A Puzzle Too Big for Any One Discipline
For more than a century, scholars have tried to trace the lineage of human language back to a singular ancestral root. Some have pinned their hopes on a genetic mutation. Others have focused on the appearance of symbolic culture or the capacity for complex cooperation. But none of these ideas has ever fully explained how our species produces grammatical structures, learns endlessly varied vocabularies, and uses communication to build relationships as much as to transmit information.

A new Science1 article, authored by an international team spanning biology, linguistics, anthropology, psychology, and neuroscience, argues that perhaps the search for a single origin has always been the wrong quest. Instead, they propose that language is best understood as the product of multiple evolutionary threads, knitted together through cultural transmission.

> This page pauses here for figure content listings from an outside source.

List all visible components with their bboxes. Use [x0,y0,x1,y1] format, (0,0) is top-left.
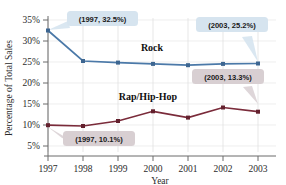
y-tick-label-35: 35% [23,15,41,25]
annotation-rock-1997: (1997, 32.5%) [48,11,138,30]
x-tick-label-1999: 1999 [109,164,128,174]
y-tick-label-10: 10% [23,120,41,130]
annotation-rap-2003: (2003, 13.3%) [192,69,264,104]
music-sales-line-chart: 35% 30% 25% 20% 15% 10% 5% 1997 1998 199… [0,0,286,185]
x-axis-title: Year [151,176,169,185]
x-tick-label-2003: 2003 [249,164,268,174]
series-label-rock: Rock [141,42,164,53]
y-axis-title: Percentage of Total Sales [4,40,14,136]
annotation-rock-2003-text: (2003, 25.2%) [208,21,256,30]
x-tick-label-1997: 1997 [39,164,58,174]
annotation-rap-1997-text: (1997, 10.1%) [75,135,123,144]
annotation-rap-1997: (1997, 10.1%) [48,127,135,146]
y-tick-label-15: 15% [23,99,41,109]
x-tick-label-2000: 2000 [144,164,163,174]
x-tick-label-1998: 1998 [74,164,93,174]
y-tick-label-30: 30% [23,36,41,46]
x-tick-label-2002: 2002 [214,164,233,174]
annotation-rap-2003-text: (2003, 13.3%) [204,73,252,82]
annotation-rock-1997-text: (1997, 32.5%) [79,15,127,24]
y-tick-label-25: 25% [23,57,41,67]
y-tick-label-5: 5% [27,141,40,151]
chart-svg: 35% 30% 25% 20% 15% 10% 5% 1997 1998 199… [0,0,286,185]
x-axis-ticks [48,156,258,161]
annotation-rock-2003: (2003, 25.2%) [196,17,268,62]
x-tick-label-2001: 2001 [179,164,198,174]
y-tick-label-20: 20% [23,78,41,88]
series-label-rap-hip-hop: Rap/Hip-Hop [119,91,178,102]
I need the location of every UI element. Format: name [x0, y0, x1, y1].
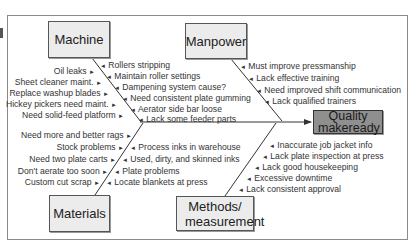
- arrow-left-icon: ◄: [100, 63, 106, 69]
- cause-label: ◄ Process inks in warehouse: [130, 142, 241, 153]
- arrow-right-icon: ►: [126, 133, 132, 139]
- cause-label: ◄ Lack qualified trainers: [264, 96, 356, 107]
- cause-label: ◄ Need improved shift communication: [256, 85, 401, 96]
- cause-label: ◄ Excessive downtime: [246, 173, 332, 184]
- arrow-left-icon: ◄: [130, 107, 136, 113]
- cause-label: ◄ Lack consistent approval: [238, 184, 341, 195]
- cause-label: ◄ Lack good housekeeping: [254, 162, 358, 173]
- arrow-left-icon: ◄: [138, 117, 144, 123]
- arrow-left-icon: ◄: [269, 143, 275, 149]
- cause-label: ◄ Plate problems: [114, 166, 180, 177]
- cause-label: ◄ Used, dirty, and skinned inks: [122, 154, 240, 165]
- arrow-right-icon: ►: [118, 145, 124, 151]
- arrow-right-icon: ►: [118, 113, 124, 119]
- arrow-left-icon: ◄: [114, 169, 120, 175]
- arrow-right-icon: ►: [111, 102, 117, 108]
- cause-label: Oil leaks ►: [54, 66, 95, 77]
- category-box-methods: Methods/ measurement: [176, 196, 254, 231]
- cause-label: Hickey pickers need maint. ►: [6, 99, 117, 110]
- arrow-left-icon: ◄: [106, 180, 112, 186]
- arrow-left-icon: ◄: [262, 154, 268, 160]
- arrow-left-icon: ◄: [130, 145, 136, 151]
- arrow-right-icon: ►: [103, 91, 109, 97]
- arrow-left-icon: ◄: [256, 88, 262, 94]
- cause-label: ◄ Lack effective training: [248, 73, 339, 84]
- cause-label: Need more and better rags ►: [21, 130, 132, 141]
- cause-label: ◄ Need consistent plate gumming: [122, 93, 251, 104]
- cause-label: Don't aerate too soon ►: [18, 166, 108, 177]
- cause-label: ◄ Dampening system cause?: [114, 82, 226, 93]
- arrow-left-icon: ◄: [246, 176, 252, 182]
- cause-label: Replace washup blades ►: [9, 88, 109, 99]
- cause-label: ◄ Lack plate inspection at press: [262, 151, 384, 162]
- cause-label: ◄ Maintain roller settings: [106, 71, 200, 82]
- arrow-right-icon: ►: [110, 157, 116, 163]
- cause-label: ◄ Inaccurate job jacket info: [269, 140, 372, 151]
- cause-label: ◄ Rollers stripping: [100, 60, 170, 71]
- effect-title: Quality makeready: [318, 110, 378, 134]
- arrow-left-icon: ◄: [114, 85, 120, 91]
- cause-label: ◄ Lack some feeder parts: [138, 114, 236, 125]
- category-box-manpower: Manpower: [185, 23, 247, 59]
- cause-label: Stock problems ►: [56, 142, 124, 153]
- category-title: Methods/ measurement: [185, 199, 245, 229]
- arrow-right-icon: ►: [96, 80, 102, 86]
- category-title: Manpower: [186, 34, 247, 49]
- cause-label: Sheet cleaner maint. ►: [15, 77, 102, 88]
- arrow-left-icon: ◄: [254, 165, 260, 171]
- category-box-machine: Machine: [48, 21, 110, 58]
- category-box-materials: Materials: [49, 195, 110, 232]
- category-title: Machine: [54, 32, 103, 47]
- arrow-right-icon: ►: [94, 180, 100, 186]
- arrow-right-icon: ►: [102, 169, 108, 175]
- category-title: Materials: [53, 206, 106, 221]
- cause-label: Need two plate carts ►: [29, 154, 116, 165]
- cause-label: Need solid-feed platform ►: [22, 110, 124, 121]
- cause-label: ◄ Must improve pressmanship: [240, 61, 356, 72]
- arrow-left-icon: ◄: [238, 187, 244, 193]
- arrow-left-icon: ◄: [106, 74, 112, 80]
- arrow-left-icon: ◄: [240, 64, 246, 70]
- effect-box-quality-makeready: Quality makeready: [313, 110, 383, 134]
- arrow-left-icon: ◄: [122, 157, 128, 163]
- arrow-left-icon: ◄: [264, 99, 270, 105]
- cause-label: Custom cut scrap ►: [25, 177, 100, 188]
- arrow-left-icon: ◄: [248, 76, 254, 82]
- arrow-left-icon: ◄: [122, 96, 128, 102]
- cause-label: ◄ Locate blankets at press: [106, 177, 208, 188]
- arrow-right-icon: ►: [89, 69, 95, 75]
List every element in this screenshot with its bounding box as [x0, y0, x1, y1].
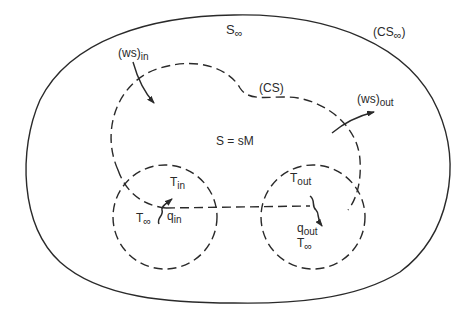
t-inf-left-sub: ∞ — [143, 215, 151, 227]
control-surface-diagram — [0, 0, 468, 317]
s-inf-sub: ∞ — [235, 27, 243, 39]
q-in-main: q — [167, 209, 174, 223]
label-t-out: Tout — [290, 172, 311, 187]
label-ws-in: (ws)in — [118, 47, 148, 62]
q-in-sub: in — [174, 214, 182, 225]
label-ws-out: (ws)out — [357, 93, 394, 108]
label-q-in: qin — [167, 210, 181, 225]
label-t-inf-right: T∞ — [297, 237, 312, 252]
s-inf-main: S — [226, 22, 235, 37]
inlet-circle — [113, 165, 217, 269]
label-entropy-equation: S = sM — [216, 135, 254, 147]
q-out-sub: out — [304, 226, 318, 237]
cs-inf-close: ) — [402, 25, 406, 39]
outer-boundary-cs-inf — [26, 15, 450, 303]
q-out-main: q — [297, 221, 304, 235]
label-s-infinity: S∞ — [226, 23, 243, 39]
work-out-arrow — [332, 112, 374, 133]
work-in-arrow — [133, 62, 154, 103]
cs-inf-open: (CS — [373, 25, 394, 39]
ws-in-sub: in — [141, 51, 149, 62]
ws-in-main: (ws) — [118, 46, 141, 60]
cs-inf-sub: ∞ — [394, 29, 402, 41]
ws-out-sub: out — [380, 97, 394, 108]
outlet-circle — [261, 165, 365, 269]
label-t-in: Tin — [170, 176, 185, 191]
t-out-sub: out — [297, 176, 311, 187]
label-q-out: qout — [297, 222, 318, 237]
label-t-inf-left: T∞ — [136, 212, 151, 227]
t-inf-right-sub: ∞ — [304, 240, 312, 252]
label-cs: (CS) — [259, 82, 284, 94]
label-cs-infinity: (CS∞) — [373, 26, 406, 41]
ws-out-main: (ws) — [357, 92, 380, 106]
t-in-sub: in — [177, 180, 185, 191]
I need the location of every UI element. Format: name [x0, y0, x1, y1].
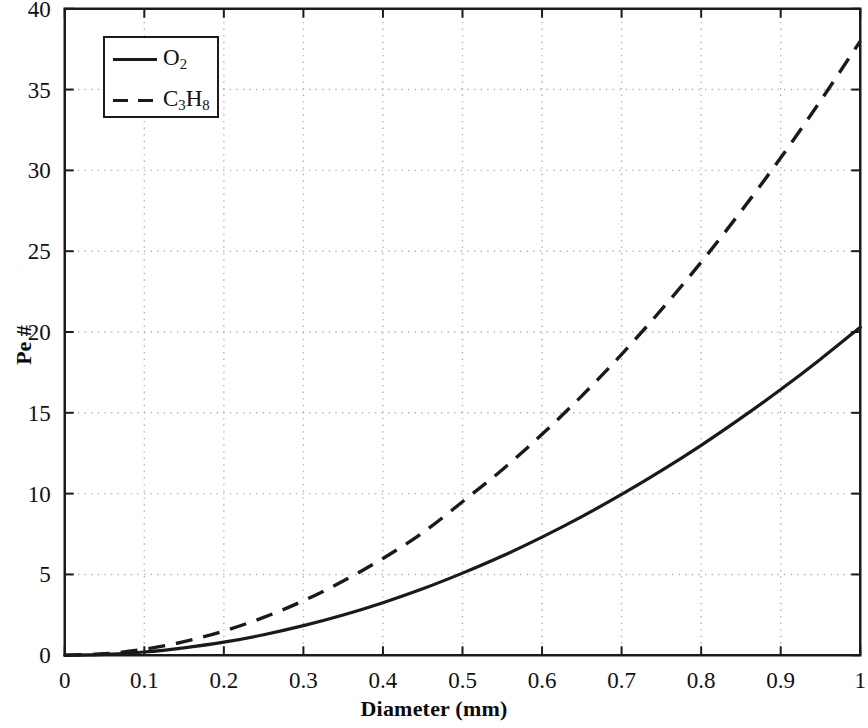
- x-tick-label: 0.4: [369, 669, 398, 692]
- legend-entry-c3h8: C3H8: [105, 79, 217, 120]
- x-tick-label: 0.6: [528, 669, 557, 692]
- x-tick-label: 1: [855, 669, 867, 692]
- x-tick-label: 0: [59, 669, 71, 692]
- y-tick-label: 25: [0, 240, 51, 263]
- legend-label-c3h8-element-1: C: [163, 86, 178, 111]
- y-axis-title: Pe #: [11, 305, 37, 385]
- x-tick-label: 0.7: [607, 669, 636, 692]
- x-tick-label: 0.2: [209, 669, 238, 692]
- legend-line-sample-dashed: [113, 93, 157, 107]
- y-tick-label: 5: [0, 563, 51, 586]
- y-tick-label: 35: [0, 78, 51, 101]
- x-axis-title: Diameter (mm): [0, 696, 868, 722]
- legend-label-o2-element: O: [163, 45, 180, 70]
- x-tick-label: 0.9: [766, 669, 795, 692]
- legend-entry-o2: O2: [105, 38, 217, 79]
- y-tick-label: 0: [0, 644, 51, 667]
- x-tick-label: 0.1: [130, 669, 159, 692]
- legend-label-o2: O2: [163, 46, 187, 72]
- chart-figure: 0510152025303540 00.10.20.30.40.50.60.70…: [0, 0, 868, 728]
- legend-label-c3h8-subscript-2: 8: [202, 97, 209, 113]
- series-line-c3h8: [65, 41, 861, 655]
- y-tick-label: 10: [0, 482, 51, 505]
- legend: O2 C3H8: [103, 36, 219, 118]
- y-tick-label: 30: [0, 159, 51, 182]
- legend-label-o2-subscript: 2: [180, 56, 187, 72]
- legend-line-sample-solid: [113, 52, 157, 66]
- y-tick-label: 40: [0, 0, 51, 20]
- legend-label-c3h8-element-2: H: [186, 86, 203, 111]
- legend-label-c3h8: C3H8: [163, 87, 210, 113]
- x-tick-label: 0.5: [448, 669, 477, 692]
- legend-label-c3h8-subscript-1: 3: [178, 97, 185, 113]
- x-tick-label: 0.3: [289, 669, 318, 692]
- y-tick-label: 15: [0, 401, 51, 424]
- x-tick-label: 0.8: [687, 669, 716, 692]
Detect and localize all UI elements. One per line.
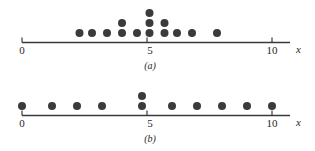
x-tick-label-5-b: 5 bbox=[138, 117, 162, 129]
dot-plot-panel-b: 0 5 10 x (b) bbox=[0, 73, 315, 151]
x-axis-variable-label-a: x bbox=[296, 43, 301, 55]
panel-caption-b: (b) bbox=[130, 133, 170, 145]
dot-plot-panel-a: 0 5 10 x (a) bbox=[0, 0, 315, 76]
dot-mark bbox=[188, 29, 196, 37]
x-tick-label-5-a: 5 bbox=[138, 44, 162, 56]
dot-mark bbox=[73, 102, 81, 110]
dot-mark bbox=[168, 102, 176, 110]
dot-mark bbox=[213, 29, 221, 37]
dot-mark bbox=[146, 19, 154, 27]
dot-mark bbox=[193, 102, 201, 110]
dot-marks-a bbox=[76, 9, 222, 37]
dot-mark bbox=[88, 29, 96, 37]
dot-marks-b bbox=[18, 92, 276, 110]
dot-mark bbox=[268, 102, 276, 110]
x-tick-label-0-a: 0 bbox=[10, 44, 34, 56]
dot-mark bbox=[243, 102, 251, 110]
dot-mark bbox=[118, 29, 126, 37]
dot-mark bbox=[48, 102, 56, 110]
dot-mark bbox=[161, 19, 169, 27]
dot-mark bbox=[76, 29, 84, 37]
dot-mark bbox=[218, 102, 226, 110]
x-tick-label-10-b: 10 bbox=[260, 117, 284, 129]
dot-mark bbox=[138, 92, 146, 100]
panel-caption-a: (a) bbox=[130, 60, 170, 72]
dot-mark bbox=[133, 29, 141, 37]
dot-mark bbox=[118, 19, 126, 27]
x-tick-label-10-a: 10 bbox=[260, 44, 284, 56]
dot-mark bbox=[146, 29, 154, 37]
dot-mark bbox=[138, 102, 146, 110]
dot-mark bbox=[98, 102, 106, 110]
dot-mark bbox=[146, 9, 154, 17]
dot-mark bbox=[18, 102, 26, 110]
dot-mark bbox=[173, 29, 181, 37]
dot-plot-figure: 0 5 10 x (a) 0 5 10 x (b) bbox=[0, 0, 315, 151]
dot-mark bbox=[103, 29, 111, 37]
x-tick-label-0-b: 0 bbox=[10, 117, 34, 129]
x-axis-variable-label-b: x bbox=[296, 116, 301, 128]
dot-mark bbox=[161, 29, 169, 37]
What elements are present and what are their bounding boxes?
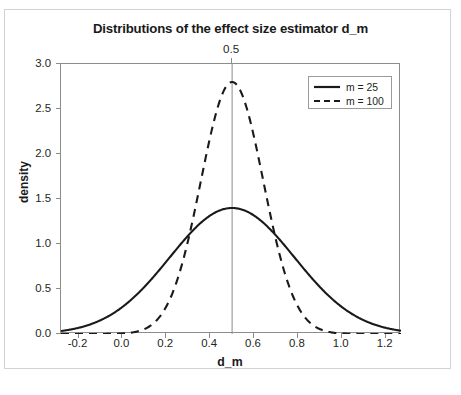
legend-label-m100: m = 100 [346, 96, 384, 107]
chart-title: Distributions of the effect size estimat… [0, 21, 461, 36]
x-tick-label: 0.4 [184, 337, 234, 349]
x-tick-label: -0.2 [53, 337, 103, 349]
legend-label-m25: m = 25 [346, 82, 378, 93]
legend: m = 25 m = 100 [308, 76, 392, 109]
x-tick-label: 1.0 [316, 337, 366, 349]
density-curve-m25 [61, 208, 401, 331]
y-tick-label: 0.0 [17, 328, 51, 338]
legend-swatch-solid [313, 82, 341, 92]
legend-item-m25: m = 25 [313, 80, 387, 94]
legend-swatch-dashed [313, 96, 341, 106]
x-tick-label: 0.8 [272, 337, 322, 349]
x-tick-label: 0.6 [228, 337, 278, 349]
y-tick-label: 0.5 [17, 283, 51, 293]
x-axis-title: d_m [60, 355, 400, 369]
y-tick-label: 2.0 [17, 148, 51, 158]
y-tick-label: 2.5 [17, 103, 51, 113]
legend-item-m100: m = 100 [313, 94, 387, 108]
y-tick-label: 3.0 [17, 58, 51, 68]
reference-line-label: 0.5 [201, 42, 261, 55]
y-tick-label: 1.0 [17, 238, 51, 248]
x-tick-label: 1.2 [360, 337, 410, 349]
y-tick-label: 1.5 [17, 193, 51, 203]
x-tick-label: 0.0 [96, 337, 146, 349]
x-tick-label: 0.2 [140, 337, 190, 349]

It is less a singular adaptation than a coming together of abilities. Vocal learning. Pattern recognition. Attention to social intention. A willingness to teach and, crucially, to be taught.
“Language depends on a constellation of capacities that rarely align in nonhuman species,” says Dr. Helena Draycott, a linguist at the University of Edinburgh. “Its roots must therefore be traced not to one trait, but to the meeting point of many.”
This is the heart of the new biocultural framework: human language emerges not from a lone biological invention but from the interaction of biological predispositions with the cultural systems that amplify and transmit them across generations.